Why Health Literacy Matters in the Age of AI

▴ Sudipta Sengupta, Founder & CEO, THIP (The Healthy Indian Project)
Health information has never been more accessible. A large share of daily searches on platforms like Google are health-related, and AI tools such as ChatGPT and Perplexity are making answers instant, conversational, and increasingly persuasive.

Health information has never been more accessible. A large share of daily searches on platforms like Google are health-related, and AI tools such as ChatGPT and Perplexity are making answers instant, conversational, and increasingly persuasive.

However, access to information is not the same as understanding it.

The World Health Organization recognises health literacy as a critical determinant of health, often more predictive of outcomes than socioeconomic status. Evidence from multiple systematic reviews shows that limited health literacy is associated with poorer disease control, lower medication adherence, higher hospitalization rates, and increased healthcare costs.

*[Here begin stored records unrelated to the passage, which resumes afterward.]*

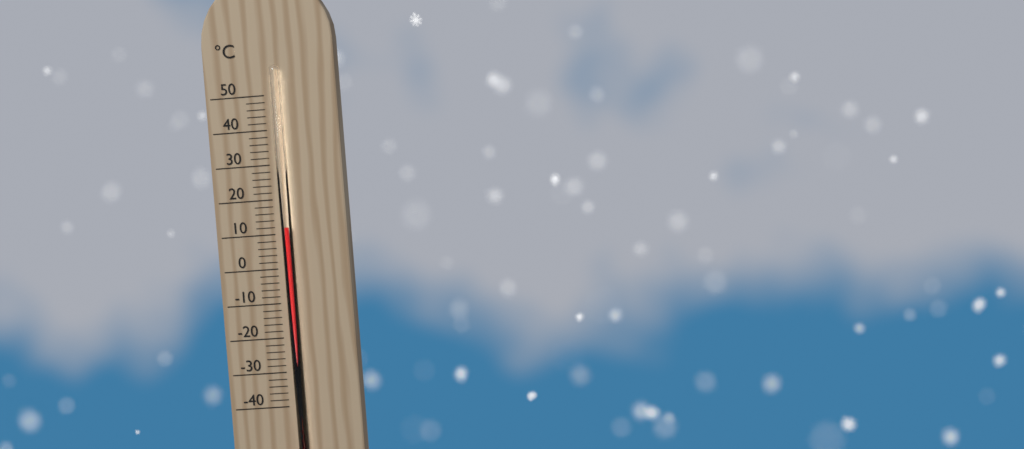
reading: 12 °C
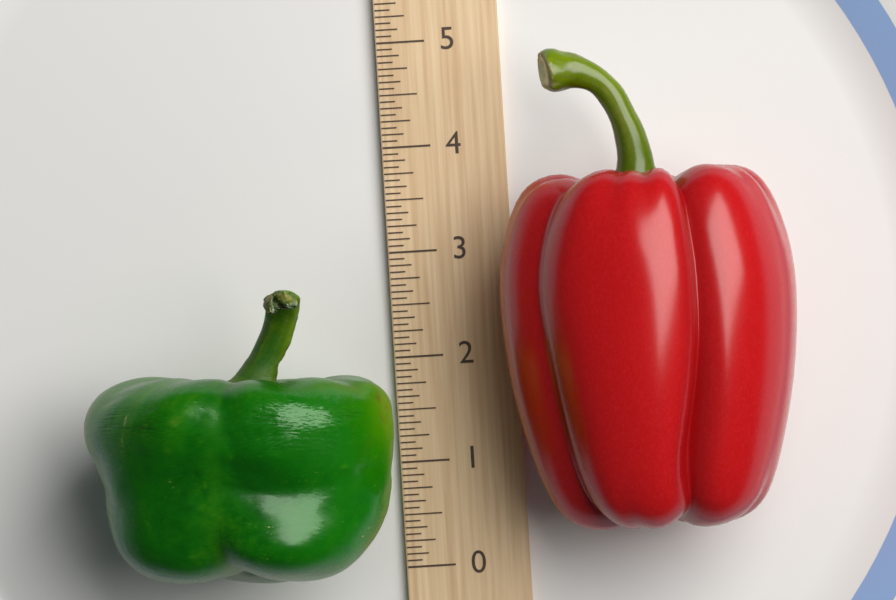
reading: 2.6875 (no unit)
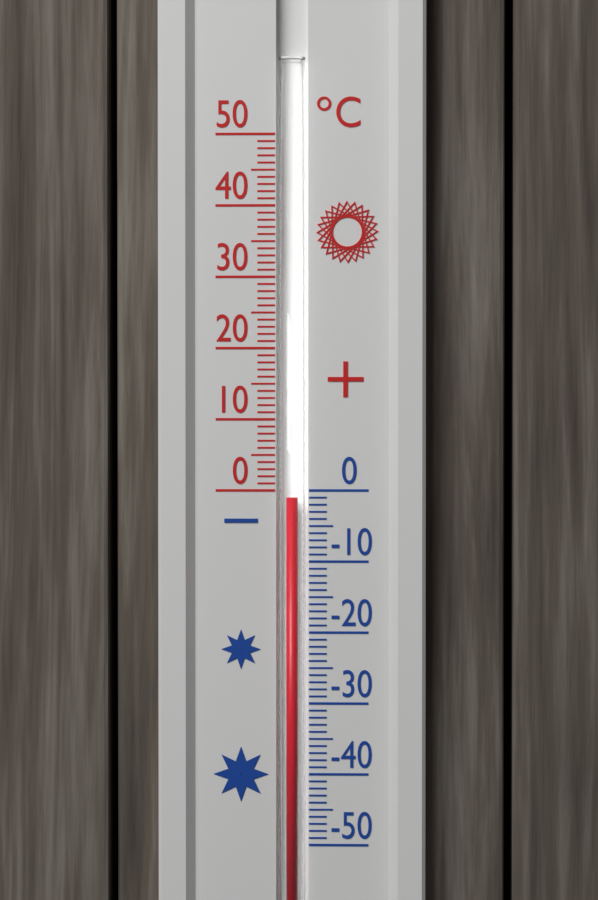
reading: -1 °C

AI is now reshaping how people engage with health information. We are moving from passive searching to active self-diagnosis. These systems generate responses based on user prompts, but they do not evaluate whether the question itself is clinically appropriate. For individuals with limited health literacy, this creates a structural risk.

Even if we assume that AI models will evolve to deliver consistently accurate, culturally sensitive, and medically sound responses, the problem does not disappear. The ability to ask the right question remains a fundamental barrier. Much has been said about “prompt engineering,” but who equips a common citizen to frame the right health question? Incorrect or incomplete prompts can lead to misleading conclusions, delayed care, or inappropriate self-medication.

In a country like India, where baseline health literacy remains low, this shift can amplify existing vulnerabilities. For last many years, we have battled health misinformation in the online space. But today, the issue is no longer just misinformation - it is misplaced confidence in partially understood information.

Addressing this requires a public health response.

First, health literacy must be treated as a core health intervention, not an optional add-on. Structured, evidence-based education delivered in simple language should be scaled across communities, schools, and digital platforms.

Second, healthcare providers must actively enable informed participation. Encouraging patients to ask questions, simplifying communication, and clarifying treatment pathways can significantly improve adherence and outcomes.

Third, the doctor–patient relationship must be strengthened. As trust erodes, patients are increasingly turning to AI as a primary source of guidance, often without clinical oversight. Health cannot become a do-it-yourself model. It requires a trusted human layer. Rebuilding trust in medical professionals is essential to ensure that AI complements care, rather than replaces it.

AI will continue to expand access to health information. But without parallel investments in health literacy, greater access may not translate into better health.

In the age of AI, informed understanding is not just beneficial, it is essential for safe and effective care.